Reflections on Sobriety - 1 Year
I have this unquenchable longing for something. I don’t know what it is. But it’s ever-present and when I get close to it I almost break for wanting. It’s been this way my whole life. When I drank, I felt like I could almost reach out and touch it.
I had my first drink at 13: Barton’s vodka straight out of the bottle. It felt like fire and freedom and the old me, the fat-anxious-studious-weird-outcast me, melted away with every swig. That winter at 16 when my dad had cancer I would sneak gulps out of the bottle, languor and try to write, try to sketch, try to find that indomitable something that was always just over the horizon. My psychiatrist kept rotating my meds. I kept waking up at 3am to do pushups in a darkened room.
Drinking felt like I was padded around the edges, blurred, suspended in quiet. It dulled the ringing on the fringes, that desperate crackling that crept into the edges of my vision. Self-doubt, anxiety, malcontent, emptiness. I felt like I could see the world in ways others couldn’t and I hated it.
Starting college at 17 was an unbridled disaster. More than one person called me “Oops, she blacked out again.” I just wanted to be less lonely. I fell in love at 18. He didn’t love me enough to stay. At 20, I lost my virginity to a friend who raped me, almost unconscious, in a park in the dirt. I left a part of myself buried there under the leaves. I found solace in whiskey. It told me I’d find a rewrite of my own story in the bottom of some bottle. Waking up half-clothed in the front yard, naked on a mattress, face-down on a porch, in my own bed, slick with vomit, I was desperate to keep searching.
My 20s were a blacked-out blur. I built a successful career against the odds, but drinking three bottles of wine and sobbing on the couch every night, passing out and doing it all over again, started to chip away at the shaky foundations I’d shorn up. I totaled my car. I lost friends. I lost belongings. I let myself get used. I used myself. I threw myself into every unsafe situation I could find, just to feel something, to touch something I couldn’t define. It was a compulsion, I hated it, I hated being without it, I hated myself.
One morning, sometime after my 30th birthday, I felt hungover in a way I never had before. I couldn’t keep anything down. I felt out of body. I felt like I was dying, the real way, my organs folding on themselves and my heart thrumming so loud I could see myself with clear eyes, see a lost child wearing a sad bloated mask, grasping at something in the dark.
I honestly couldn’t tell you the date - I don’t know when I put down the bottle. But I’ve been sober for about 1 year and I can confidently say, now: I drank because I felt that if I drank enough, or in the right context, someone would lift me up and sweep off the ashes of my old life. What I failed to realize is that if I stopped drinking, that someone could be me.
Sobriety has felt like a year-long exhale. I’ve had to look at myself, peeling back the layers of hurt, and hold my own gaze. The crying couch days have had to be crying couch days - no wine. Picking myself up felt slow and unsure and then the slow faded. My body and mind are capable of what they were 17 years ago - at first a trickle, then rushing back. I feel sharp, vital. I feel clean.
When I look at the moon now I feel the longing wash over me like an old friend and embrace the unknowing, and I see the memories of my life, and I feel the future, and I hold it all in one, myself, my soul. And I do still cry, and I’m still a little fat, and I’m odd, and I do see the world differently, but that self is the glorious something I’ve been chasing all along, and her name is Happiness. Some days I think I’m almost close to shaking her hand.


Required action: Where a picture appears, leave it out, and print the rest of the records as they are.

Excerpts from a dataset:

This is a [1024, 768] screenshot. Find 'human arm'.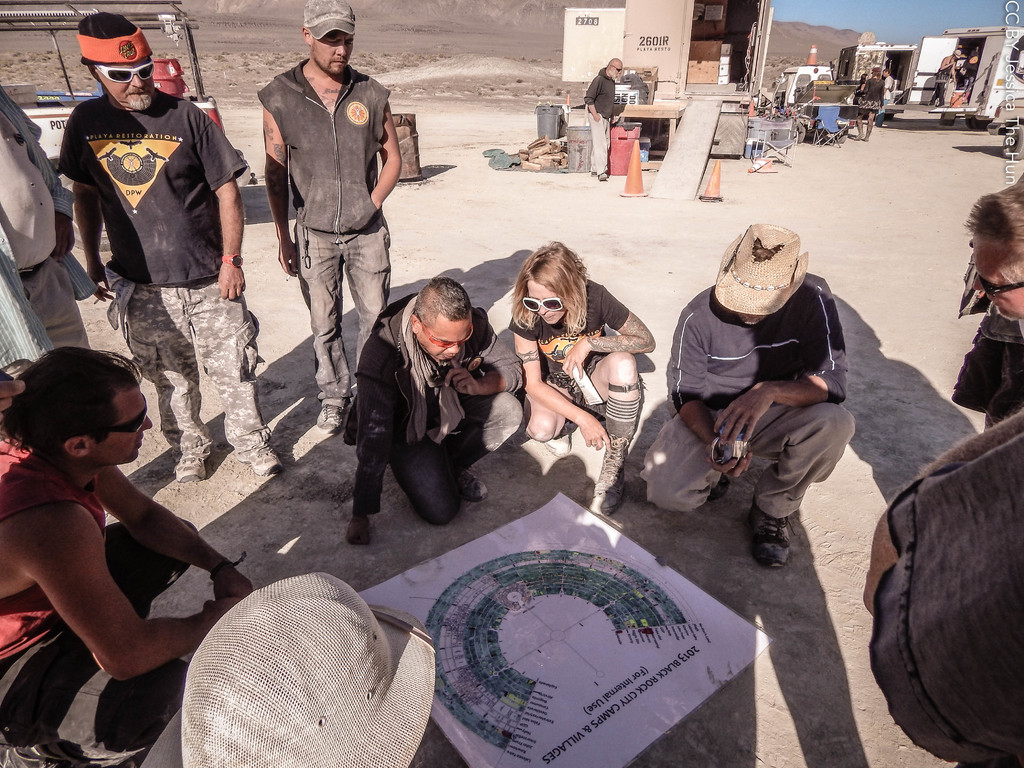
Bounding box: 510,360,607,459.
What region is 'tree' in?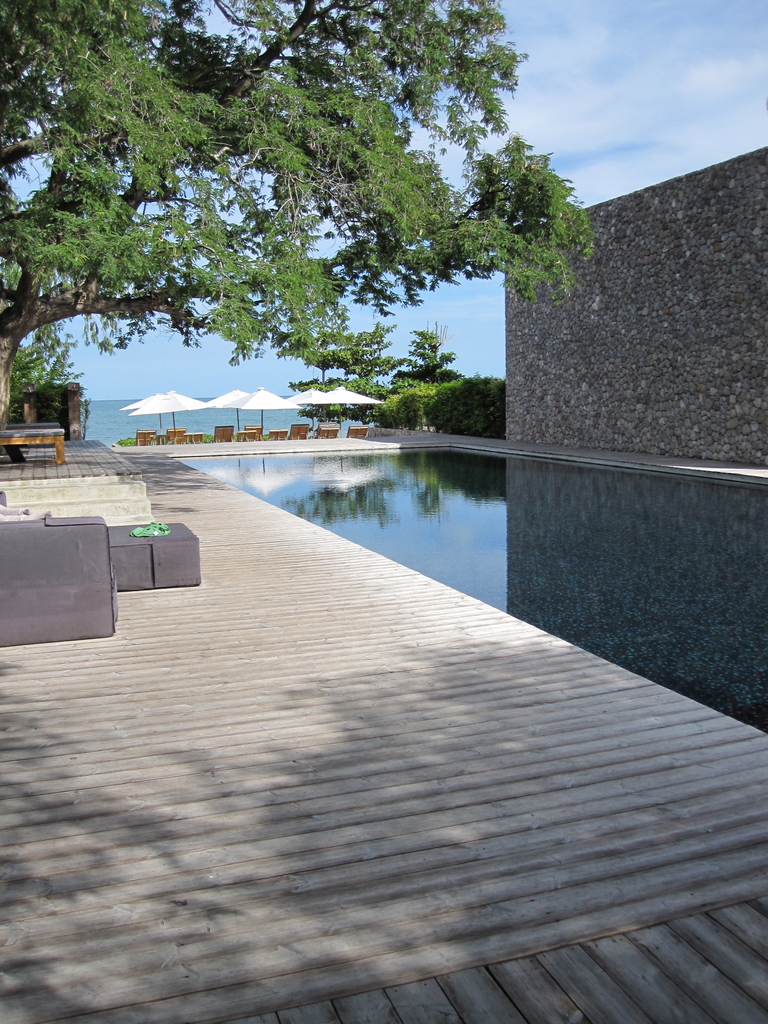
13,33,607,448.
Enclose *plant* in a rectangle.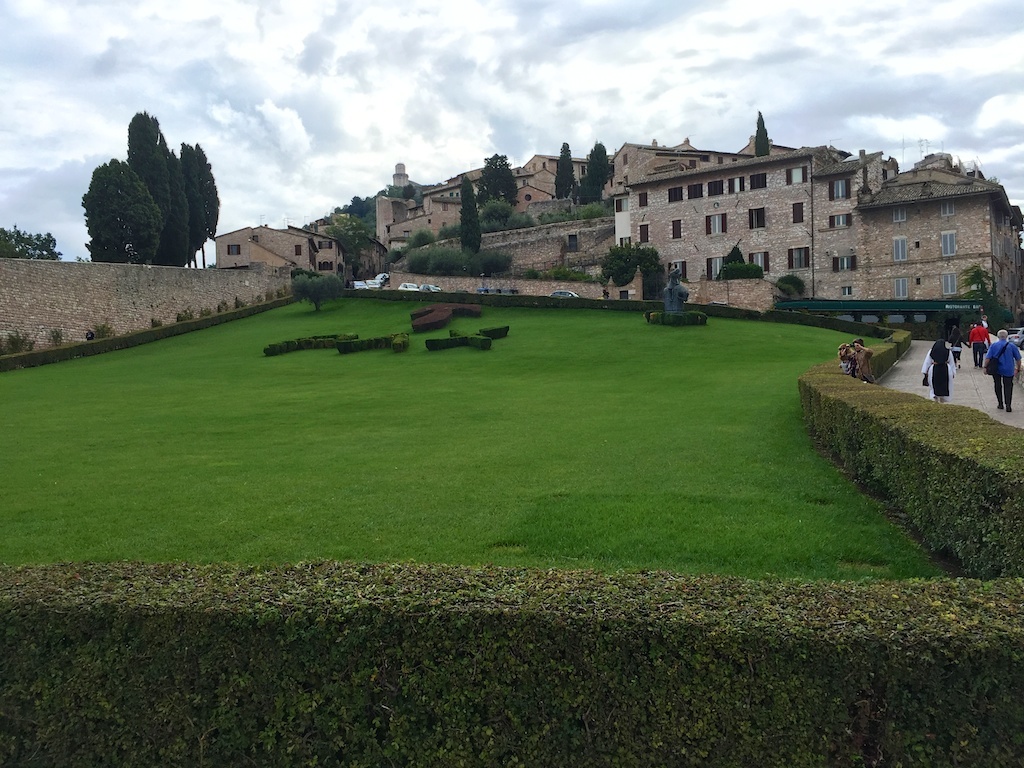
777:268:805:298.
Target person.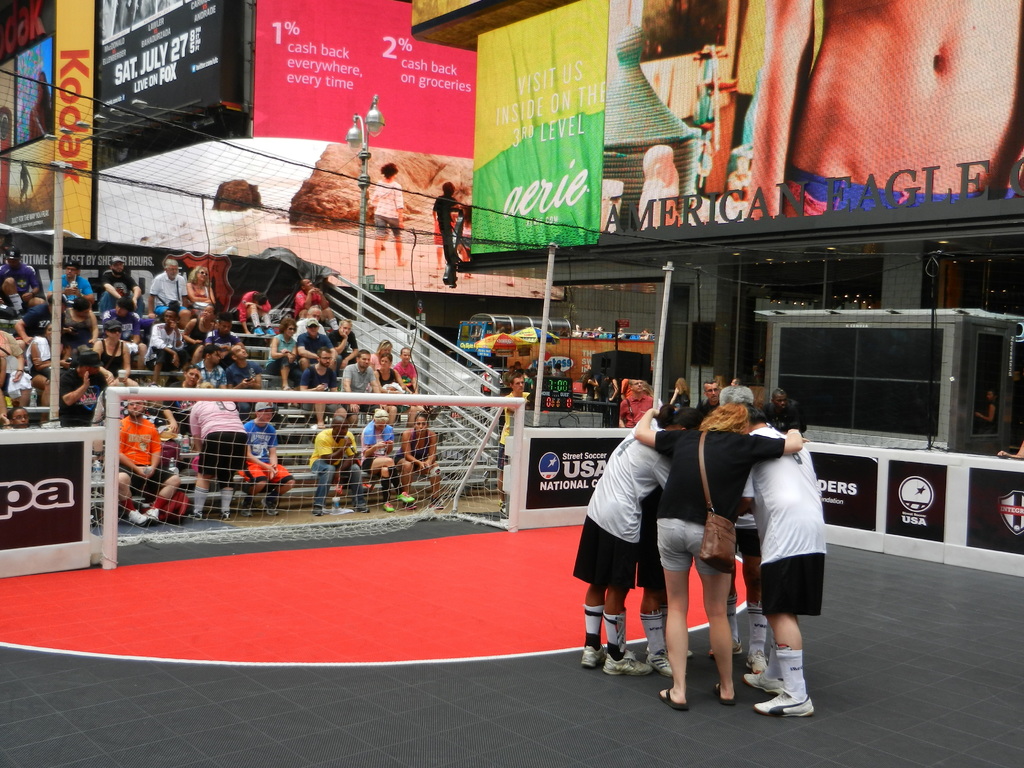
Target region: (568,383,825,719).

Finished task:
This is a [1024, 768] screenshot. Find 'human arm'.
Bounding box: 510,360,607,459.
What region is 'tree' in?
13,33,607,448.
Enclose *plant* in a rectangle.
777:268:805:298.
Target person.
Target region: (568,383,825,719).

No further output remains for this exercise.